This principle states: "If implies , then ' or ' implies ' or .'" In other words, in an implication, an alternative may be added to both premiss and conclusion without impairing the truth of the implication. The principle will be called the "principle of summation," and will be referred to as "Sum."

*1·7. If is an elementary proposition, is an elementary proposition.

*1·71. If and are elementary propositions, is an elementary proposition.

*1·72. If and are elementary propositional functions which take elementary propositions as arguments, is an elementary propositional function.

This axiom is to apply also to functions of two or more variables. It is called the "axiom of identification of real variables." It will be observed that if and are functions which take arguments of different types, there is no such function as "," because and cannot significantly have the same argument. A more general form of the above axiom will be given in *9.

The use of the above axioms will generally be tacit. It is only through them and the axioms of *9 that the theory of types explained in the Introduction becomes relevant, and any view of logic which justifies these axioms justifies such subsequent reasoning as employs the theory of types.

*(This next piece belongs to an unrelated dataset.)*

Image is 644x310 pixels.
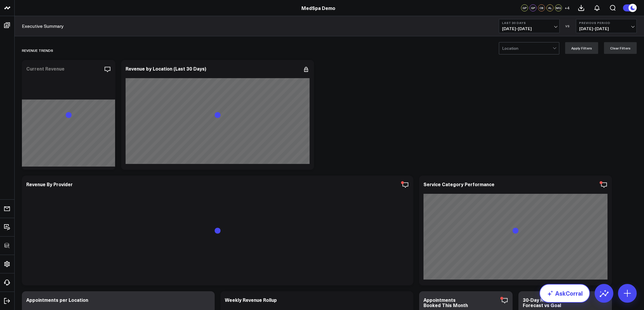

This completes the list of primitive propositions required for the theory of deduction as applied to elementary propositions.

*2. Immediate Consequences of the Primitive Propositions.

Summary of *2.

The proofs of the earlier of the propositions of this number consist simply in noticing that they are instances of the general rules given in *1. In such cases, these rules are not premisses, since they assert any instance of themselves, not something other than their instances. Hence when a general rule is adduced in early proofs, it will be adduced in brackets[8], with indications, when required, as to the changes of letters from those given in the rule to those in the case considered. Thus "Taut" will mean what "Taut" becomes when is written in place of . If "Taut " is enclosed in square brackets before an asserted proposition, that means that, in accordance with "Taut," we are asserting what "Taut" becomes when is written in place of . The recognition that a certain proposition is an instance of some general proposition previously proved or assumed is essential to the process of deduction from general rules, but cannot itself be erected into a general rule, since the application required is particular, and no general rule can explicitly include a particular application.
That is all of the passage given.